Paris Agreement was good for subsidized big business, but not Americans
Not everyone was thrilled with President Trump’ s decision to withdraw from the Paris climate agreement, and they’ve made no secret of their disappointment. CEOs Elon Musk and Bob Iger, for example, have resigned from President Trump’s business advisory council in protest of his decision.
These and other titans of industry have argued that abiding by the pact’s requirements would be good for the U.S. economy. Yet one can’t help but note that many of the businesses boosting the Paris accord get a big boost in profits from global warming policies.
Take Elon Musk, for example. Two of his companies, Tesla and SolarCity, have accepted billions in global-warming-predicated government loans and federal tax credits. Put another way, Musk has a multibillion-dollar personal stake in global warming.
{mosads}Nor is mogul Musk alone. GE, Microsoft, Google, JP Morgan, Bank of America, Goldman Sachs, Morgan Stanley – all benefit from “warmist” tax equity arrangements that allow them to take a 30 percent federal investment tax credit when financing solar projects.
That preferential tax treatment can be worth hundreds of millions of dollars per deal. In 2013, for example, Goldman Sachs offered a $500 million financing arrangement for SolarCity rooftop solar leases.
Goldman Sachs has also been associated with other solar projects beholden to the federal taxpayer for financial backing. They include the Desert Sunlight utility solar project (with over $350 million in stimulus funds and a nearly $1.5 billion loan guarantee from the Department of Energy) and the Alamosa Solar Generating Project (with cash grant from Treasury exceeding $35 million and a more than $90 million loan guarantee from the Department of Energy).
GE’s Shepherds Flat wind farm received over $1.2 billion in federal and state subsidies, despite the Obama administration’s estimation that it would “likely move without the [Department of Energy] loan guarantee.” The Obama administration also determined the climate benefits fell short of the total subsidies by a factor of six.
Google, General Electric, Chevron, BP, and Statoil are among a host of companies that own Ivanpah, the solar farm boondoggle that has cost Californians and federal taxpayers hundreds of millions. And while oil companies certainly see a threat in global warming policies that target use of conventional fuels as policy “losers,” companies like ExxonMobil andChevron also have considerable resources in natural gas, a “winner” in global warming-inspired policies like the Clean Power Plan or a carbon tax that primarily targets coal.
Corporations love it when governments jump on the global warming bandwagon. They get “free money” through subsidies like renewable tax credits, government backed loans and loan guarantees, and grants, and artificially high demand through state-level mandates to use renewable energy. It allows them to double and triple dip in the pot of taxpayer dollars.
But experts inside and out of the financial world warn that these policies are not just wasteful; they could be creating a market bubble ready to burst. Furthermore, they mask the price point at which these technologies are economically competitive.
“Free money” aside, large international companies like large international regulatory schemes (such as the Paris protocol) because they like certainty and hate competition. By being at the Paris-set table, large international companies have a shot at minimizing regulatory uncertainty and their own risk.
Oil companies, for example, see it as an opportunity to cut their losses. Shell CEO Ben van Beurden said that “One of the biggest concerns that I have around climate change is the unpredictability in which governments will go about it. If we have a very clear understanding that governments, successive governments, will continue to act consistently with a certain policy set that we believe in, I have no issue with it.”
Big companies can afford big lobbying firms to “work” the regulators, limiting damage to their own bottom lines and freezing out smaller competitors through regulatory requirements. And when regulations impose a heavy compliance burden, large companies can often absorb those costs or pass them on to consumers.
In that sense, big business and big government have walked hand in hand for decades. Small wonder the New York Times found that small businesses regarded President Trump’s Paris decision so positively.
Leaving the Paris Protocol is not about bailing out the shrinking coal industry. And nothing about withdrawing from Paris precludes companies from investing in renewable technologies with their own money. But for American workers and consumers, the costs of Paris far outweighed the benefits. What’s good for subsidized big business isn’t necessarily good for the economy or the people.
Katie Tubb is a policy analyst specializing in energy and environmental issues at The Heritage Foundation’s Roe Institute for Economic Policy Studies.
The views expressed by contributors are their own and are not the views of The Hill.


**Exercise directions**
In the entries below, find the line with "Direct me to human arm." and the line with "Search the screen"; copy them and every line between them exactly, but not the pictures.

**Information provided**
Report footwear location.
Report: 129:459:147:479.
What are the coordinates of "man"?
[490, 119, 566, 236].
==
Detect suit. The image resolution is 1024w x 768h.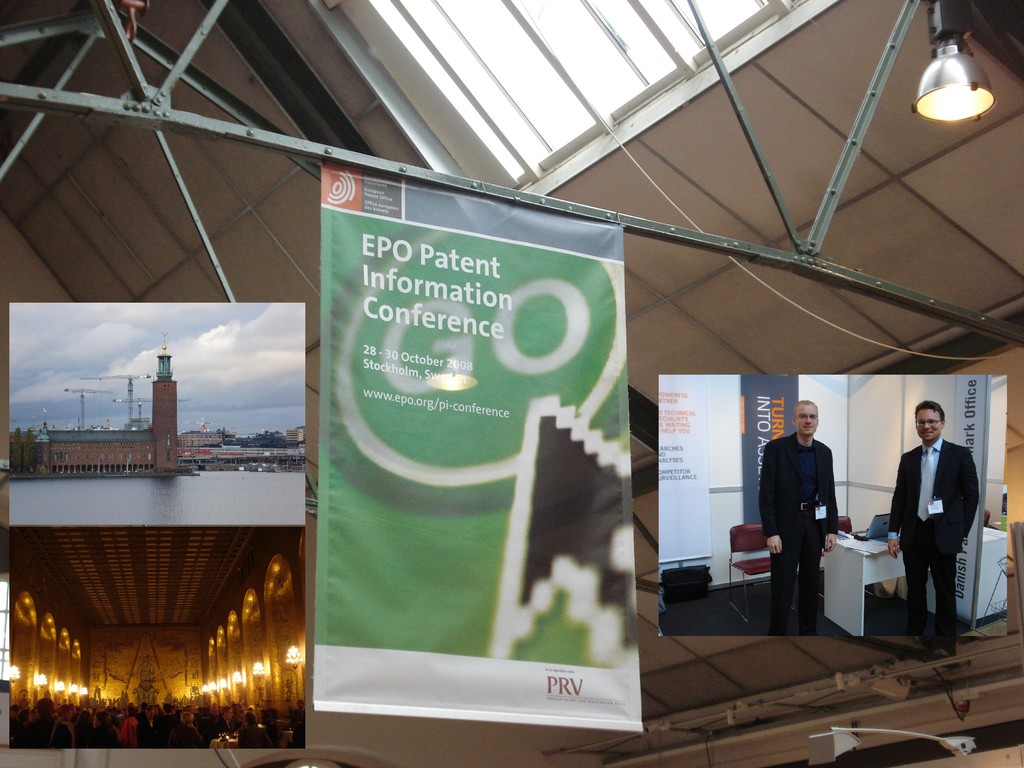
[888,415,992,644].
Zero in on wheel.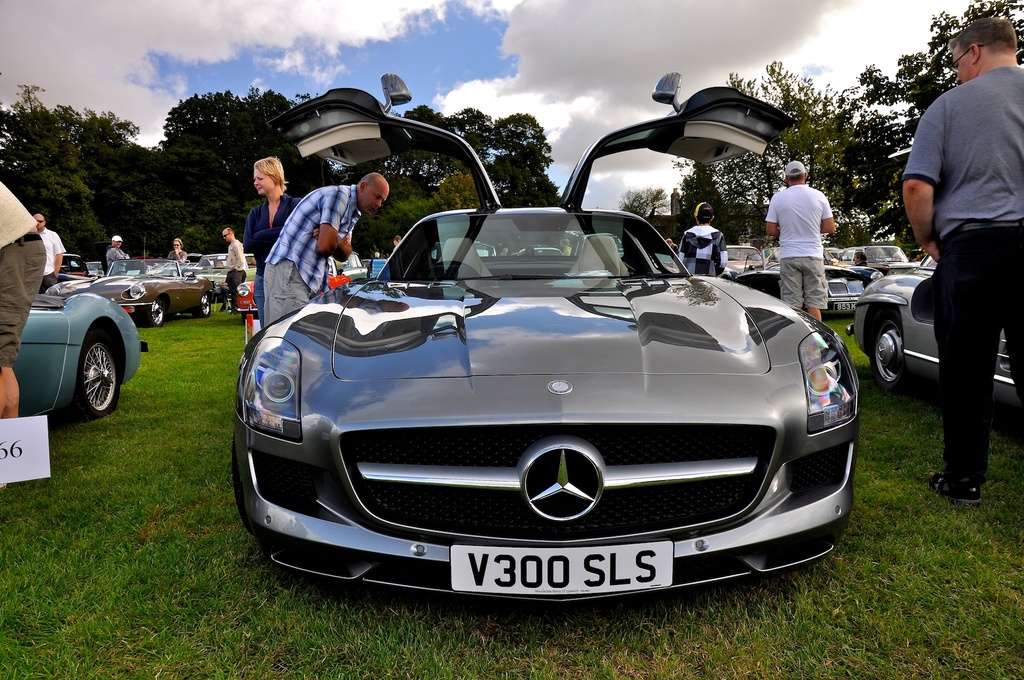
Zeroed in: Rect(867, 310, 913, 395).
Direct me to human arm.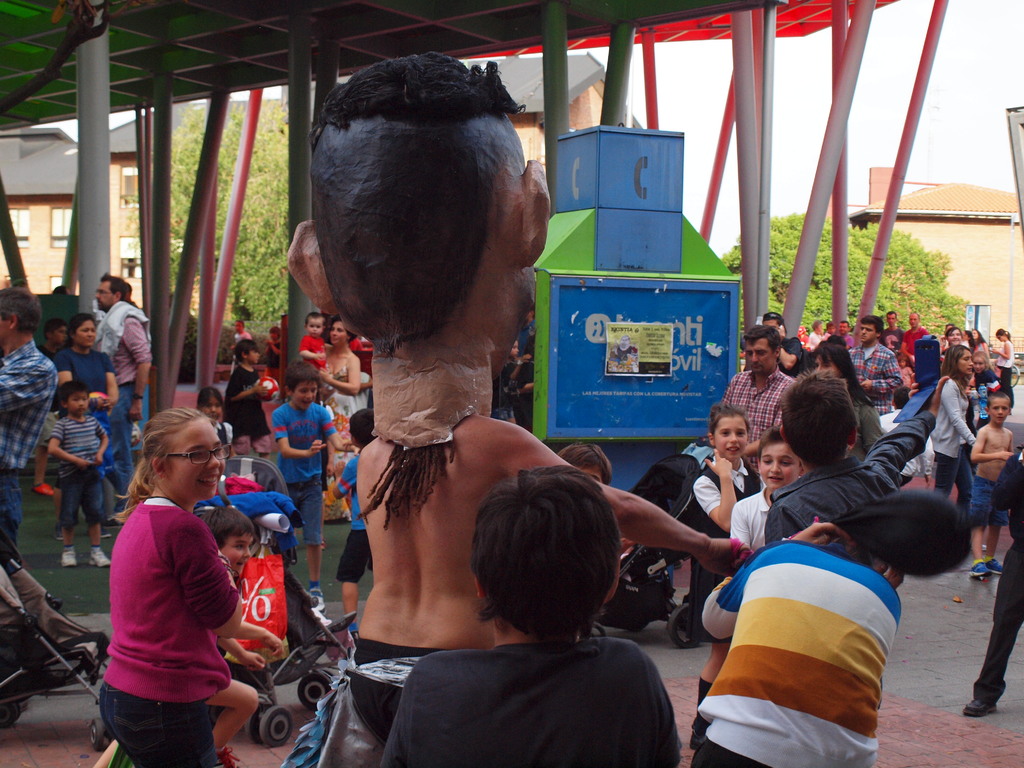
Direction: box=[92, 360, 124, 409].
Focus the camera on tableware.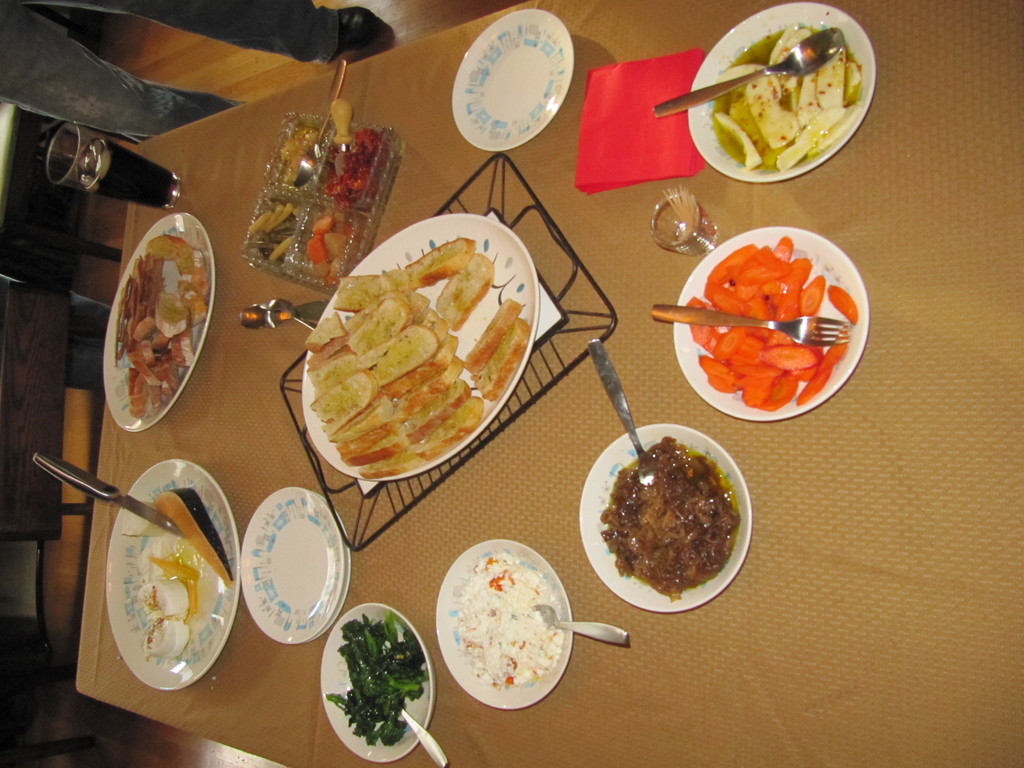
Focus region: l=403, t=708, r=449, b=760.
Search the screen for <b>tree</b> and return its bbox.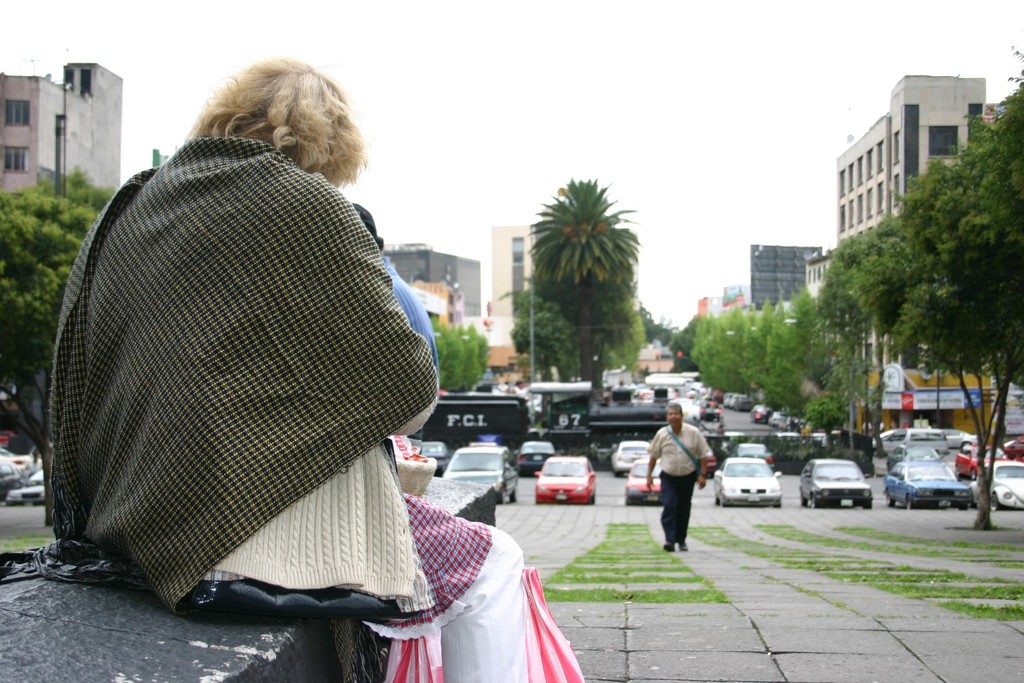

**Exercise result**
Direct me to human arm.
Direction: box=[92, 360, 124, 409].
Focus the camera on tableware.
Focus region: l=403, t=708, r=449, b=760.
Search the screen for <b>tree</b> and return its bbox.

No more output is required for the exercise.